This is the week leading up to Pentecost the time in the Church year when we have traditionally remembered and celebrated not just the giving of the Holy Spirit but the creation of the Church. Church is the big topic at the moment, you must have been living on Mars for the last decade if you are Christian and haven’t heard or been involved in the current “stushie” over the nature of the Church. People have headed off in many different directions in their thinking and practice when it comes to the Church. There is movement in the States back to very formal liturgical churches, some low church evangelicals have migrated to Anglicanism and some right back to Orthodox churches, seeing them as representation of the genuine historic one church which has developed from the New Testament Church. In parallel many have been moving to the other end of the spectrum, back to simple churches meeting mainly in homes and claiming that the whole building and clergy “thing” was a significant wrong turning for the church. The previous Pope added his penny’s worth to the debate by repeating his oft heard opinion that only the Catholic Church is the true church of Jesus Christ, we have yet to hear the present Pontiff’s view but I suspect although probably expressed more tactfully it won’t be hugely different in substance.
The more I have read and been involved in these debates about the church the more I have come to realise that one of the fundamental issues is how we understand the role of the Early Church in ecclesiology. Nearly every segment of the church looks back to the Early Church in some way to legitimise the way they understand and function as God’s People.
From all my reading over the last few years I think I can see three basic approaches to the Early Church. They are
1. EMBRYO … From this perspective the early church is the church in embryonic form. After the church burst on to the scene on the day of Pentecost the Holy Spirit guided it as it matured. The creeds of the church councils, development of monarchical bishops, ordination of priests, church buildings, veneration of Mary and Icons and the place of Rome and the Pope are all looked on as steps in the maturing of the church under the guidance of the Holy Spirit. Obviously there are differences, the Orthodox church tends to think that the church fully matured just after the major early church councils. The Roman Catholics see the process continuing till today under the guidance of the Pope, cardinals and bishops. Anglicans and Lutherans it seems to me sort of pick and choose a little bit but basically want to see themselves in continuity with the maturing church and the “great tradition” This view as I said above is proving to be very attractive to great number of young American evangelicals.
2. EDICT … I went to an horrendous seminar about simple church in 2010. (no it wasn’t the Neil Cole one) The person leading it (I have an aversion to calling him a teacher) seemed to have the basic position that if its not in the NT its not legitimate in today’s church. So according to him, buildings are out, worship groups, choirs and ordained ministers and theological colleges are out as well, out because they weren’t “in” the NT church. This is a kind of restorationist agenda that sees the Early Church in Acts as an edict from God on how to do church, it is the blueprint for doing church we are to work from today. Our contemporary churches are to recreate whatever the early church did and not do anything it didn’t. Interestingly some of the Reformed Churches developed this kind of thinking during the reformation when it came to worship, hence the reason why some reject the use of musical instruments and only sing the Psalms.
3. EXAMPLE … The final approach to the Early Church I can discern is one that sees it as an example. The church in Acts and then beyond into the first few centuries contains examples of how the Church expressed its missional nature in various cultural and historical contexts. The example of the early church especially as described in Acts carries special weight because it is contained in Scripture and therefore is part of divine revelation but also because in the first century Christian faith was in its most pristine state. We are to follow the general example of the early church not in details but in expressing the missional nature of the church in our cultural contexts in a similar incarnationally faithful and relevant way.
At some point I aim to sit down and research this and flesh it out a bit. I would appreciate your input.
Do you see any other approaches to the Early Church?
Which do you, or your church group operate with?
Which have you come into contact with recently?
What are the strengths and weaknesses of each approach?
I see all three expressions, and think you have characterized them well (good alliteration!). Like you, I take issue with the second, and find myself somewhere between Embryo and Example. My church operates from the Example approach, following the early church in ethos but not necessarily in details.
I also see the history of the church as a beautiful messy tapestry (the “great tradition” if you want to call it that) that we, and the early church, are all part of, and therefore I tend to view the early church as more “primitive” than “pristine” (not to use either word in an exalting or derogatory manner).
I think one weakness of the Embryo approach is that it tends to codify or exalt some errant and man-made traditions that cropped up along the way – it becomes hard ti distinguish between what was and was not “Holy-Spirit-guided.” A strength is that it acknowledges the dynamic nature of the church throughout history, the work of God through the church, the guidance of the Holy Spirit, and helps us make sense of the diversity (and in some sense disunity) of the Universal body of Christ today.
A weakness of the Example approach (which is by no means a weakness of the Bible or its portrait of the early church, but rather our interpretation and application of it) is the complexity of the 1st century culture and context and the complexity of our own, and figuring out how to follow that general example without sliding into the Edict approach. A strength is the authority of scripture and knowing that God has (and does) reveal to us what we need to know.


● **The task**: Copy every line of the data that includes the string "produced".

* * * * *

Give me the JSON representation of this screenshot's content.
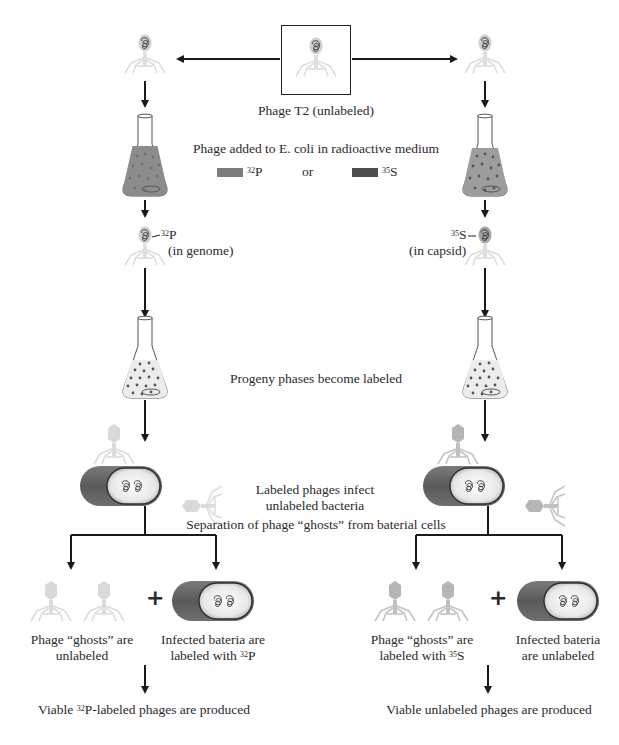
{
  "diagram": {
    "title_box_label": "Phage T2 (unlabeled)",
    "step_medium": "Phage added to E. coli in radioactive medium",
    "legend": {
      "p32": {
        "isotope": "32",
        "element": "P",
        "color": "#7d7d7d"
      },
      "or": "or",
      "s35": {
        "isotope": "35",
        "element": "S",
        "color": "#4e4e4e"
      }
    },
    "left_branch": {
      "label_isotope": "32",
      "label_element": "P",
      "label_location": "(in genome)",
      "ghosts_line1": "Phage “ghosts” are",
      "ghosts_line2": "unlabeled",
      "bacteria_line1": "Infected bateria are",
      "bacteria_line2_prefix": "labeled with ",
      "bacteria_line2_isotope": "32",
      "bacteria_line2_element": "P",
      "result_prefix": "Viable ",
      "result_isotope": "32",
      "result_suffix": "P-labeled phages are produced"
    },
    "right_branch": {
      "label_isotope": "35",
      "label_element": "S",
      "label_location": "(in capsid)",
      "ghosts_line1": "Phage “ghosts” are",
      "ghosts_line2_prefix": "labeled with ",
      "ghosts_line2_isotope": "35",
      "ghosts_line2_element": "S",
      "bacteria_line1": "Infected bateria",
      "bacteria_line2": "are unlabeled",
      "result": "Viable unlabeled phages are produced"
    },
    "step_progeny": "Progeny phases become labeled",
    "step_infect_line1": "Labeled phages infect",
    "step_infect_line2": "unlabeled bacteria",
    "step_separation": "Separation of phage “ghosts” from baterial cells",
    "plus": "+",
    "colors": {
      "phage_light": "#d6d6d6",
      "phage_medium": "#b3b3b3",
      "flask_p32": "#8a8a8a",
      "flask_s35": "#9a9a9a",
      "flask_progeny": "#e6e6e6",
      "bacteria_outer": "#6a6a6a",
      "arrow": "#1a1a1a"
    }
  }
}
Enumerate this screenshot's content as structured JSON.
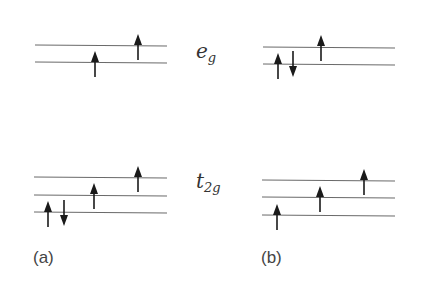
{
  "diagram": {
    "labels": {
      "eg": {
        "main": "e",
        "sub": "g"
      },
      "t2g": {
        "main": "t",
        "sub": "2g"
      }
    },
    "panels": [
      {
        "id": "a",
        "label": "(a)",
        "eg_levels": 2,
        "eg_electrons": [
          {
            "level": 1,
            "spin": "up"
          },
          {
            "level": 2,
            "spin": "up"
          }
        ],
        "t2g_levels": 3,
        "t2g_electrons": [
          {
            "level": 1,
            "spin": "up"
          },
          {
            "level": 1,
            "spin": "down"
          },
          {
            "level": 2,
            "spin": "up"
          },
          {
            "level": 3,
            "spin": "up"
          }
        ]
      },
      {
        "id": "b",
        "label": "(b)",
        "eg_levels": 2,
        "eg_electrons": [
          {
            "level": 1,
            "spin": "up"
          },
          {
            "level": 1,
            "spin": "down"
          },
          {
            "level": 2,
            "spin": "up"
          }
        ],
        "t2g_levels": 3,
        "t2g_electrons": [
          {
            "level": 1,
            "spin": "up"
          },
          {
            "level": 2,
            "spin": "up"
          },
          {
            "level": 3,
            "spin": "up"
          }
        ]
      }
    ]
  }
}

* * * * *

● **Answer space**:
      "result_suffix": "P-labeled phages are produced"
      "result": "Viable unlabeled phages are produced"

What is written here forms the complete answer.